+++ Exercise material
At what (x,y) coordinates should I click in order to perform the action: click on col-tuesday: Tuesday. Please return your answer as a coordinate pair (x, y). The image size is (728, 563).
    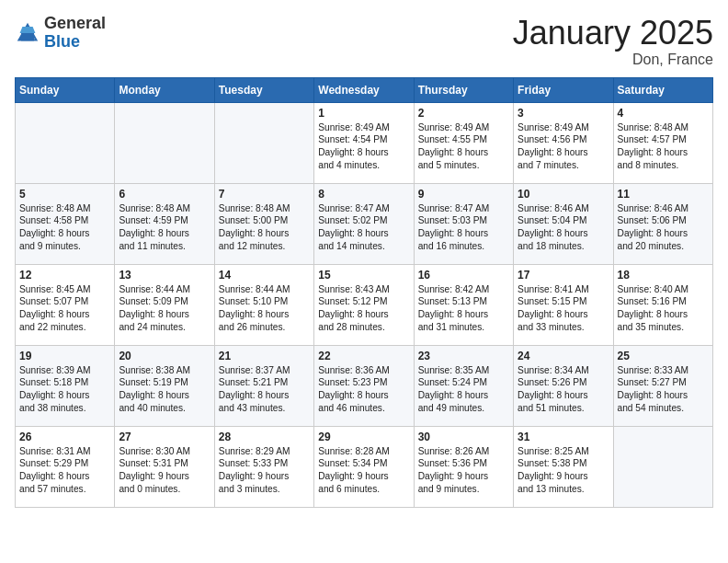
    Looking at the image, I should click on (264, 90).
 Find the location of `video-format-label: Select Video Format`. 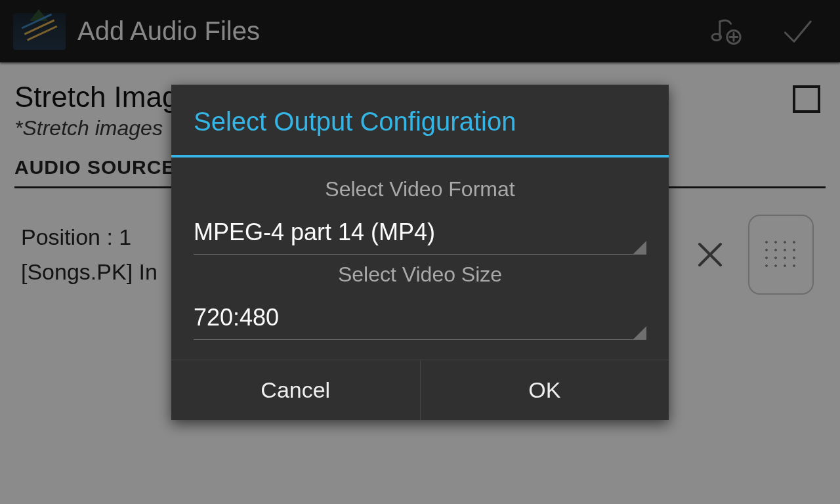

video-format-label: Select Video Format is located at coordinates (420, 189).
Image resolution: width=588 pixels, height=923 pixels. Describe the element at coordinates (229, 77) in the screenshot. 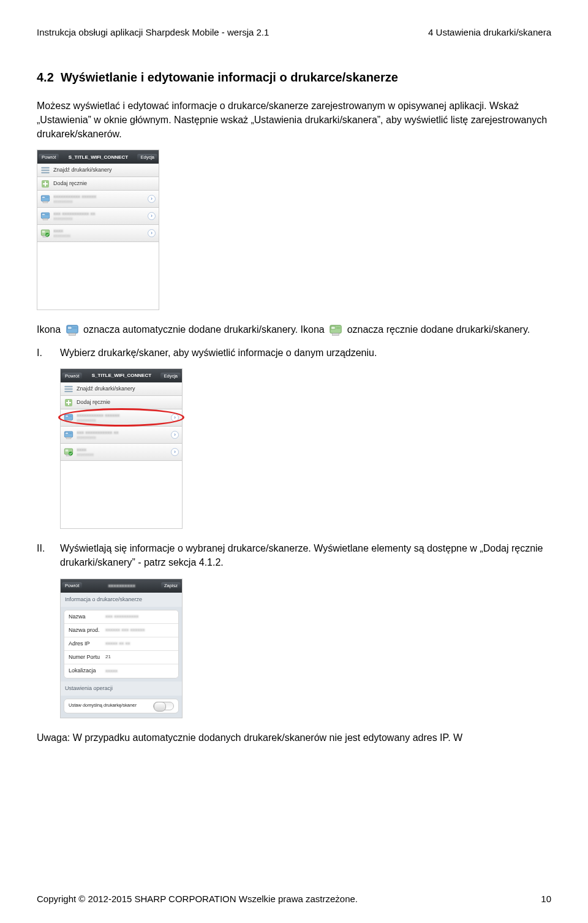

I see `section-title: Wyświetlanie i edytowanie informacji o d…` at that location.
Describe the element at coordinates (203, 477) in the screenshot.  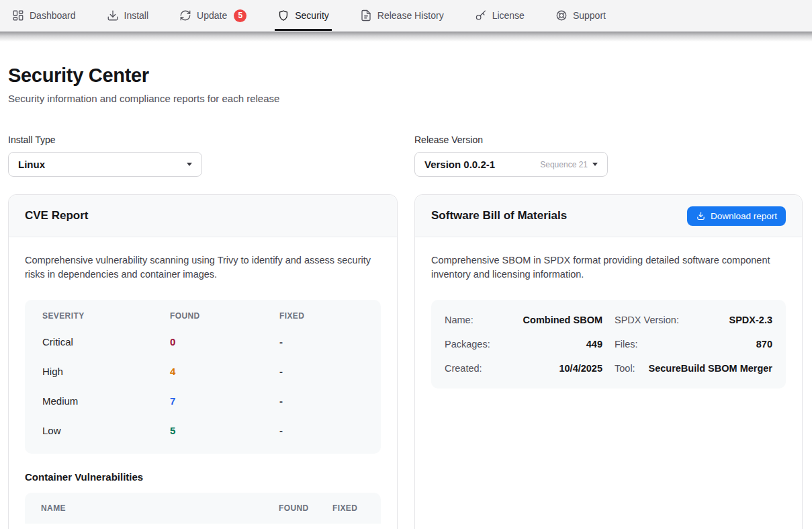
I see `container-vulnerabilities-heading: Container Vulnerabilities` at that location.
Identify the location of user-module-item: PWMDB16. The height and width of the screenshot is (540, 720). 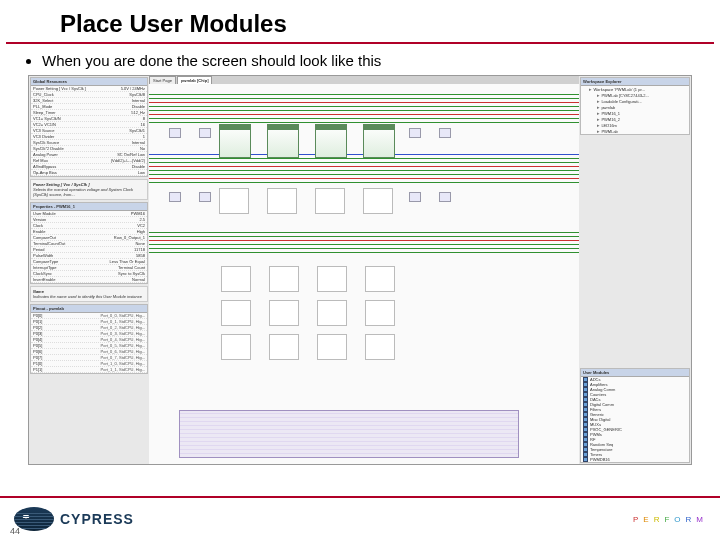
(635, 460).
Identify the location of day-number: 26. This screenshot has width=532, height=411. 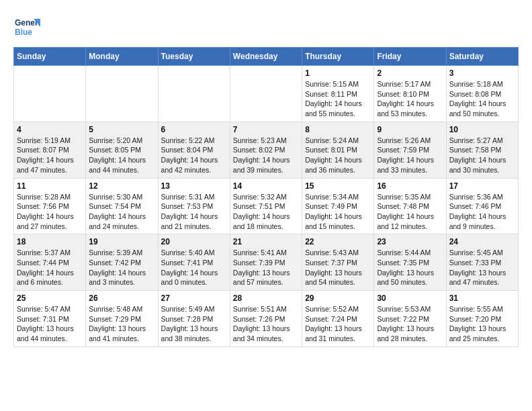
(122, 298).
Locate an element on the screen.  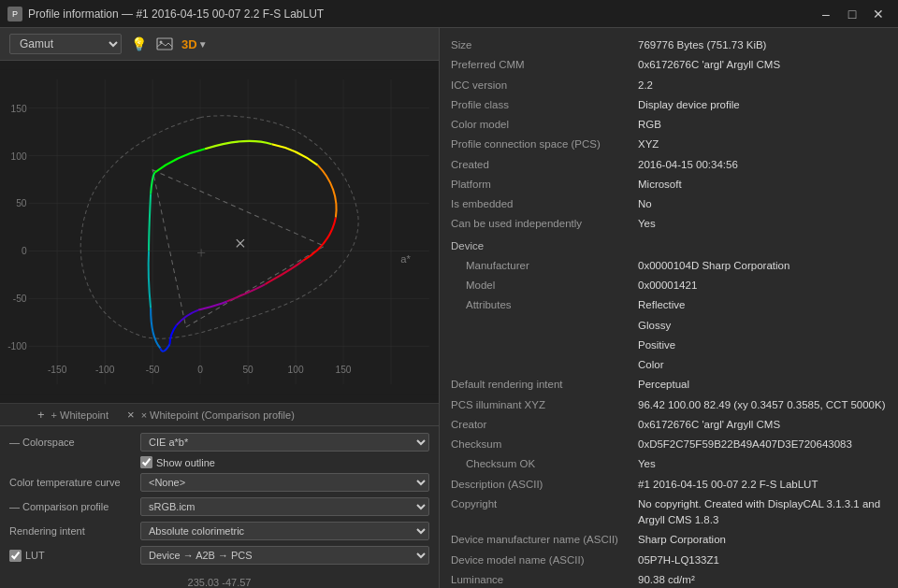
++++++
- About this task
Everything in the entries above should be written out again exactly, except the images.

- Finished task
At what (x,y) coordinates should I click in order to perform the action: click on col-tuesday: Tuesday. Please return your answer as a coordinate pair (x, y). The image size is (728, 563).
    Looking at the image, I should click on (264, 90).
 Find the location of `video-format-label: Select Video Format`. 

video-format-label: Select Video Format is located at coordinates (420, 189).
Image resolution: width=588 pixels, height=923 pixels. Describe the element at coordinates (229, 77) in the screenshot. 

I see `section-title: Wyświetlanie i edytowanie informacji o d…` at that location.
Describe the element at coordinates (203, 477) in the screenshot.  
I see `container-vulnerabilities-heading: Container Vulnerabilities` at that location.
Identify the location of user-module-item: PWMDB16. The height and width of the screenshot is (540, 720). 
(635, 460).
Identify the location of day-number: 26. This screenshot has width=532, height=411. 
(122, 298).
Locate an element on the screen.  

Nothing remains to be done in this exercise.